Sports Update Monday: Canes Win After Struggling In First Conference Game
They turned over the ball four times and trailed for the first time this season. But the No. 14 Miami Hurricanes refused to quit Saturday at Sun Life Stadium. “You don’t have any leadership until you have a bead of sweat and the crap hits the fan,’’ Miami coach Al Golden aptly said after his Hurricanes rallied to remain unbeaten by opening their Atlantic Coast Conference play with a 45-30 victory over Georgia Tech. “And that’s what happened…We had great poise, but it did look bleak.’’
The Hurricanes, who earned their fifth consecutive victory over the Yellow Jackets, are 5-0 for the first time since 2004, when they started 6-0. “We looked each other in the eyes and said, ‘Nobody said this was going to be easy,’” said Miami quarterback Stephen Morris, who completed 17 of 22 passes for a season-high 324 yards and three touchdowns, despite admittedly playing with substantial pain because of the lingering bruise to his right ankle. “We understood who we were playing. Georgia Tech is a great team.” Morris also threw two interceptions, neither of which resulted in points for the Yellow Jackets.
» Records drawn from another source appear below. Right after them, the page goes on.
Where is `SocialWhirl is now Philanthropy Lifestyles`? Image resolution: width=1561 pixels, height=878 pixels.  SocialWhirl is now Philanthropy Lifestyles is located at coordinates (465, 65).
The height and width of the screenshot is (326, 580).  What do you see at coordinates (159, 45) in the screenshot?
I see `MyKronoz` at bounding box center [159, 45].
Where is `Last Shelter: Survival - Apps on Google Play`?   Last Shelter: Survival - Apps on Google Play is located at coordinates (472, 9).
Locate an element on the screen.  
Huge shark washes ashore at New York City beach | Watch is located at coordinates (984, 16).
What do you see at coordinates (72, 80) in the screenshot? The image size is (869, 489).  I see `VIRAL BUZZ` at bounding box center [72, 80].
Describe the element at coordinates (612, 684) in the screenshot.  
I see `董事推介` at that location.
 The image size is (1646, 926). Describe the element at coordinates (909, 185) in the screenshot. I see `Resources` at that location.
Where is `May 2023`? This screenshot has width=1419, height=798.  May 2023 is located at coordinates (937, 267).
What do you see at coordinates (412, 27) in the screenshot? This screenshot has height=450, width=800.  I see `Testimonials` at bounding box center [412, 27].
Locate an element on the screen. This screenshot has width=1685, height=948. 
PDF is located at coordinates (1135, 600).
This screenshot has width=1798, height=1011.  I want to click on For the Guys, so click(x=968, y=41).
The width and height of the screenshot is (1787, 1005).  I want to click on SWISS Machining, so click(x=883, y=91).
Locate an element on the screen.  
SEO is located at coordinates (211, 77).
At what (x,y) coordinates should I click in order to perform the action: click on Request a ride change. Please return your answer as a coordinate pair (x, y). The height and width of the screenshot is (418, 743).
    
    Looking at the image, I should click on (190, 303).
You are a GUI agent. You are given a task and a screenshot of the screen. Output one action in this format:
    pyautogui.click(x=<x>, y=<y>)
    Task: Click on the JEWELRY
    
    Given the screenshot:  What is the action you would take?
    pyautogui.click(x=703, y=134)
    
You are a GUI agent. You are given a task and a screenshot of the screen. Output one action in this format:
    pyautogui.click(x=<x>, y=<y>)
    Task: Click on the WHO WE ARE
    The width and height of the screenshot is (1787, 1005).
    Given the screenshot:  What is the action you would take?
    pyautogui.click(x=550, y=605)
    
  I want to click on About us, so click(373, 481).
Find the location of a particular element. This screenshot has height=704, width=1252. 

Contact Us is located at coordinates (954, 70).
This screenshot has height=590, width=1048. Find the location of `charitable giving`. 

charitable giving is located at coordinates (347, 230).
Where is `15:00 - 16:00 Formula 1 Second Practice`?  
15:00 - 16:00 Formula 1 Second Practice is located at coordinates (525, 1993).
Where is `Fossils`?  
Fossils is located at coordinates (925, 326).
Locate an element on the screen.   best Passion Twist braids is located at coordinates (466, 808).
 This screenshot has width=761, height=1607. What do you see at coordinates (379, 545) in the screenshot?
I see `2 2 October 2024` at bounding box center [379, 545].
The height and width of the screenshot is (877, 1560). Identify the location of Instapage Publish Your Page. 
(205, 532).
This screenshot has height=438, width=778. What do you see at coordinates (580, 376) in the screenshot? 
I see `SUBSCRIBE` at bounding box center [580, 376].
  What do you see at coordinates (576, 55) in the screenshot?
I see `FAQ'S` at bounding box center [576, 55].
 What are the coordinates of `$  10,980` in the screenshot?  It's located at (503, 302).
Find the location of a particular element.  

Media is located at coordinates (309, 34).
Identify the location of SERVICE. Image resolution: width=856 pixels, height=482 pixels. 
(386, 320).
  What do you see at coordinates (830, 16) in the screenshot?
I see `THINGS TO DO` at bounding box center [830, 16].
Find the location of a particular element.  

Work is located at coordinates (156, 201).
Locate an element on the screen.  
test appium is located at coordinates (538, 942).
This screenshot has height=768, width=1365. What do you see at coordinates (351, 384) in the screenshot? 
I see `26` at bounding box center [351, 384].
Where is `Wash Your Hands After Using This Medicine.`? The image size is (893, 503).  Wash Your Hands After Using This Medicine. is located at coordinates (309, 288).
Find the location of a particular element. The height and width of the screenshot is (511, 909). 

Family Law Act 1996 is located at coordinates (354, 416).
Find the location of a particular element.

Trailing 17-7 after the first quarter, the Canes went on a 17-point run and took a 24-17 lead on a 69-yard touchdown pass from Morris to Allen Hurns late in the third quarter. Hurns had a career-high 108 receiving yards on four catches. The Yellow Jackets (3-2, 2-2) pulled to within an extra point of tying the score on a 6-yard touchdown run by David Sims. But a bad snap by freshman walk-on Trevor Stroebel resulted in a shank wide-left by Tech kicker Harrison Butker with 10:38 remaining in the game. The crowd of 47,008 rose in a joyous uproar.
Miami’s defense tightened in the second half, giving up just 158 yards, much of which came on a late 54-yard scoring drive that meant nothing. Linebacker Denzel Perryman had 10 of his 11 tackles in the first half, and the Hurricanes scored 21 points off interceptions by Ladarius Gunter and Rayshawn Jenkins and a fumble recovery by Jimmy Gaines. They held the lead at 24-23 and never trailed again. “We couldn’t have scripted a better start,” Georgia Tech coach Paul Johnson said, later adding that when his Jackets finally got the 6-yard Sims touchdown, he thought, “‘Man, we’ve got this thing tied up.’
After the shank, the Canes drove 66 yards in eight plays, aided by a 41-yard pass from Morris to Stacy Coley. Running back Dallas Crawford scored his team-leading seventh touchdown of the year (and first of a two-touchdown day) on the next play, breaking the plane on a dive from 3 yards out. Georgia Tech drove to the UM 38-yard line on the ensuing drive, but a fourth-down pass by Vad Lee was intercepted by safety Jenkins with 5:15 left. Miami has next weekend off before traveling to Chapel Hill, N.C. to face North Carolina on Oct. 17 in a Thursday-night ESPN game.